‘The code word … is interoperability’
The International Image Interoperability Framework gives students anywhere up-close access to a world of art
What can take the place of real-life, tactile experience when that would mean allowing whole classes of students to paw through an illustrated manuscript nearly 250 years old?
The International Image Interoperability Framework, or IIIF.
Just ask art history Professor Jinah Kim, who last semester took students in her “Painting of India” class to Houghton Library to view a Persian text from 1778. The nearly 500-page book is filled with vibrant full-color images and handwritten adventure stories.
Students couldn’t examine the entire manuscript during class: There was too little time, and it would have been hard on the document. Instead, they were able to engage more deeply with it online, flipping through its pages and zooming in so close on illustrations they could make out brush strokes. Kim told them to “play” with the manuscript, compare its pages or place it side by side with similar works. They could add their own annotations on top of the illustrations and share their analyses with Kim in a shared workspace.
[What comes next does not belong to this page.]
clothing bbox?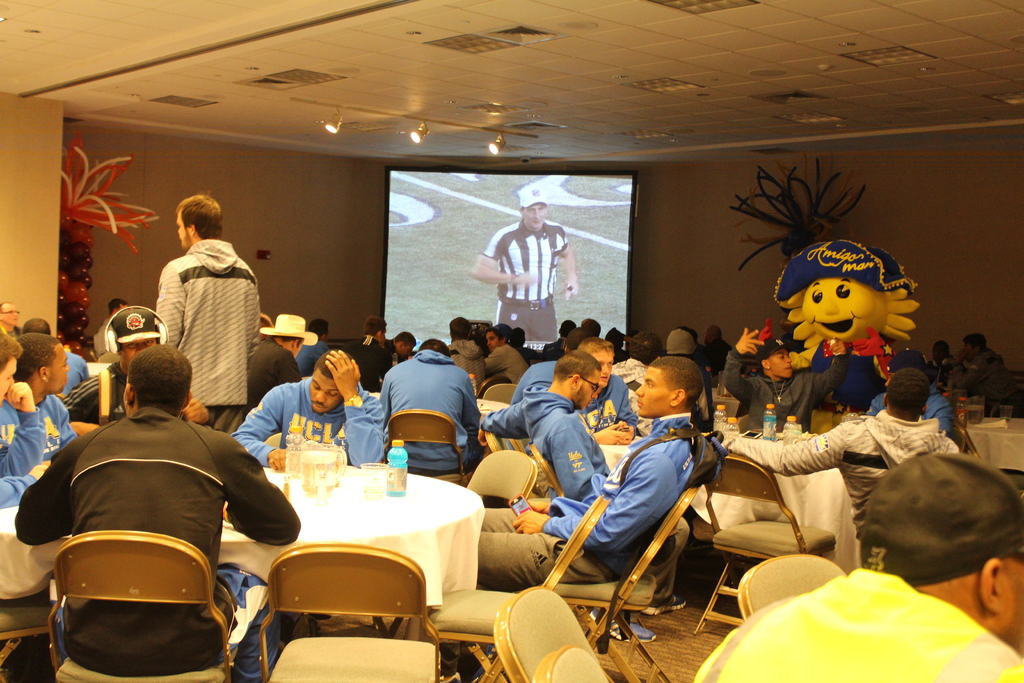
(x1=58, y1=358, x2=204, y2=427)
Engaging with images has come a long way since Kim, the George P. Bickford Professor of Indian and South Asian Art, was a student herself. At that time, more than 20 years ago, students could only view images of the art they were studying printed in books or projected as slides in a classroom.
Today, Kim said, IIIF gives students as-good-as, or better-than, in-person examination of the works they’re studying. IIIF is an open-source technological framework that has become the universal standard for online, high-resolution viewing of cultural heritage images like paintings or manuscripts.
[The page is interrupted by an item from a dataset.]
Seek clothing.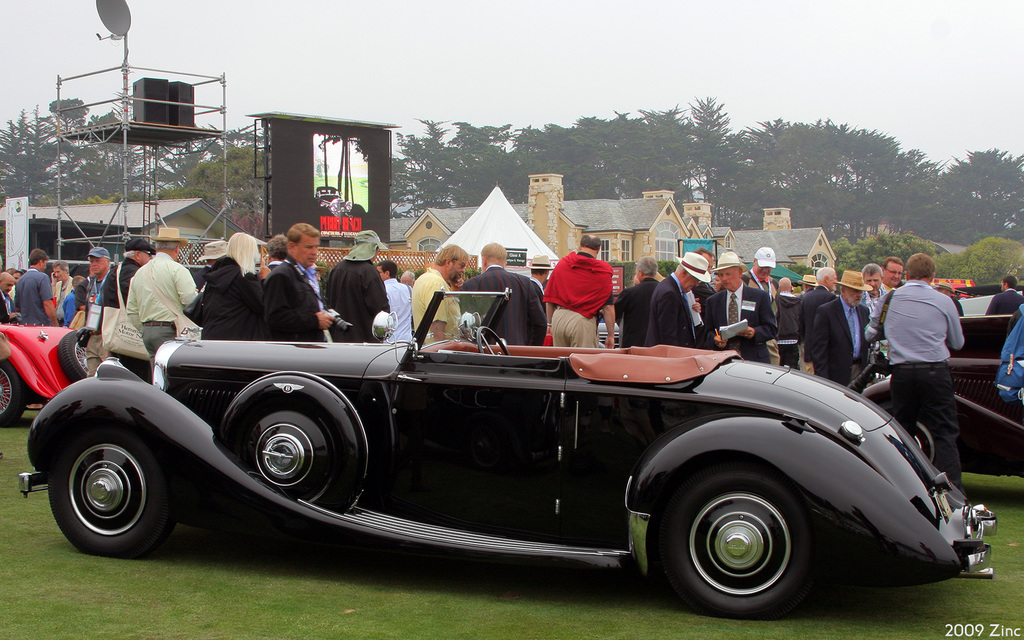
box=[544, 248, 625, 334].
Developed in 2011, IIIF was originally intended for viewing digitized medieval manuscripts, Harvard Associate University Librarian and Managing Director of Library Technology Services Stuart Snydman explained. But it was soon clear that its applications went far beyond this one use.
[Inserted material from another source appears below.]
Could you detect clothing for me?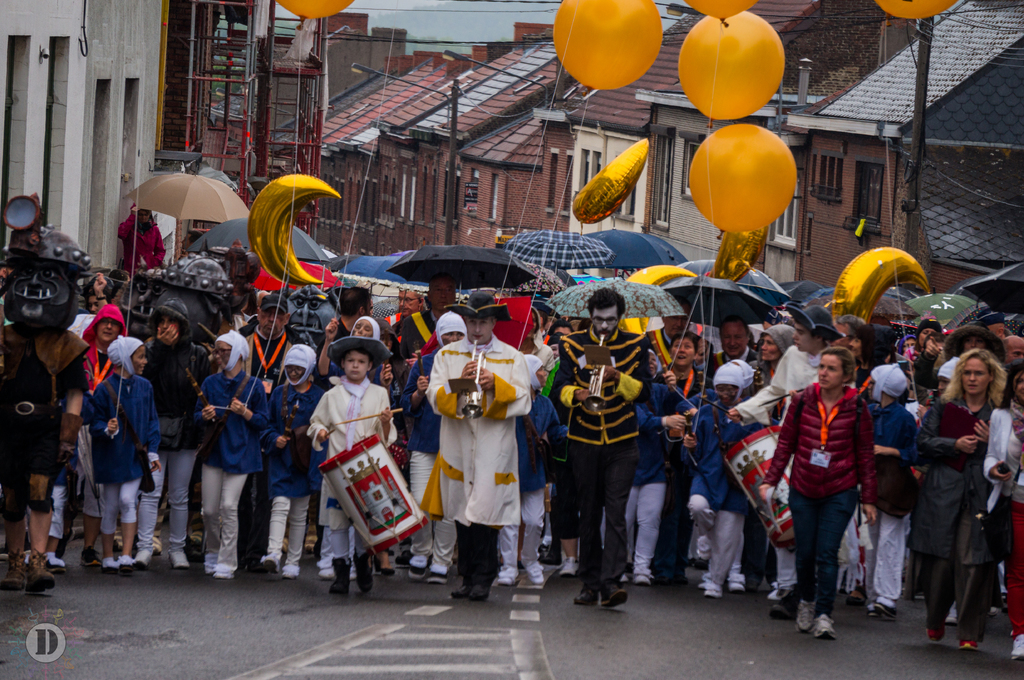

Since its inception, the database of cultural heritage images available for free online with IIIF capability has continued to grow. In 2022, the IIIF community estimated that between all their participating cultural heritage institutions, they’ve made available more than 1 billion items available.
“With IIIF, we’re investing in the cultural heritage image community,” Snydman said. “Our goal is global, universal, as open as possible. It’s not just about Harvard’s images; it’s about enabling students and faculty to interact in the very same way with images at Oxford, the Library of Congress, or the Vatican that they do with images held at Harvard. The code word for this is interoperability.”
Of the 1 billion IIIF-compatible items, about 6 million are held in Harvard’s library collections. Everything from 500-year-old maps to modern photographs are viewable in high resolution by anyone with an internet connection. Emily Dickinson’s pencil strokes can be magnified and examined, and Persian manuscripts like the one studied by Kim’s class can be compared with illustrations from the same region and period held at the Library of Congress.
“The fact that IIIF has been able to become a universal standard, and that it’s all open-source — that has exciting implications for democratized learning.”
Stuart Snydman, managing director of Library Technology Services
Rashmi Singhal, at HUIT Academic Technology, has been working on IIIF at Harvard for 10 years. She was hired in 2013 as a software engineer to build the 2.0 version of Mirador, the IIIF image-viewing application Harvard uses, and to make Harvard’s existing digital collections IIIF-compatible.
Her unit and Harvard Library Technology Services worked closely with Harvard faculty and with staff at the Harvard Art Museums to build out Harvard’s IIIF compatibility. Library chief of staff Franziska Frey said the coalition around IIIF was collaborative across the University.
“From the beginning, we were adamant about it being a true collaboration,” said Frey.
With continued cooperation, Harvard has built out its IIIF capabilities over the last decade and created several applications for scholars to make the most of IIIF.
Singhal said she sees some researchers using the Mirador image viewer’s “deep zoom” feature to transcribe difficult-to-read handwritten manuscripts, while others use its “workspace” feature to pull together pages of the same manuscript held at different institutions to examine them at once.
“You’re not going to be able to see with the same level of detail in person as you can with deep zoom,” she said, “and if a manuscript’s pages are held separately, you can’t ‘page through’ it physically, but you can digitally. IIIF has really revolutionized scholarly examination of some of these materials.”
IIIF also enables interactive virtual exhibitions and collaborative online research projects, like Kim’s “Mapping Color in History.” A key part of the project, which is a searchable database of pigment analysis in Asian paintings, was possible because of her ability to annotate on IIIF images, Kim said.
“With digital access and IIIF, you can see an image, manipulate it, and even add your own things to it,” she said. “It really opens a door for interesting possibilities to engage with images.”
While IIIF-savvy scholars like Kim think creatively about future uses for IIIF, those on the technical side also appreciate its implications in terms of educational access.
“The fact that IIIF has been able to become a universal standard, and that it’s all open-source — that has exciting implications for democratized learning,” said Snydman. “Students and scholars of all ages have the opportunity to learn with images — not just in a physical classroom or library, not just during certain hours, and not just on Harvard’s campus. This is a great example of how technology can be used to minimize inequalities in education and give open access to knowledge.”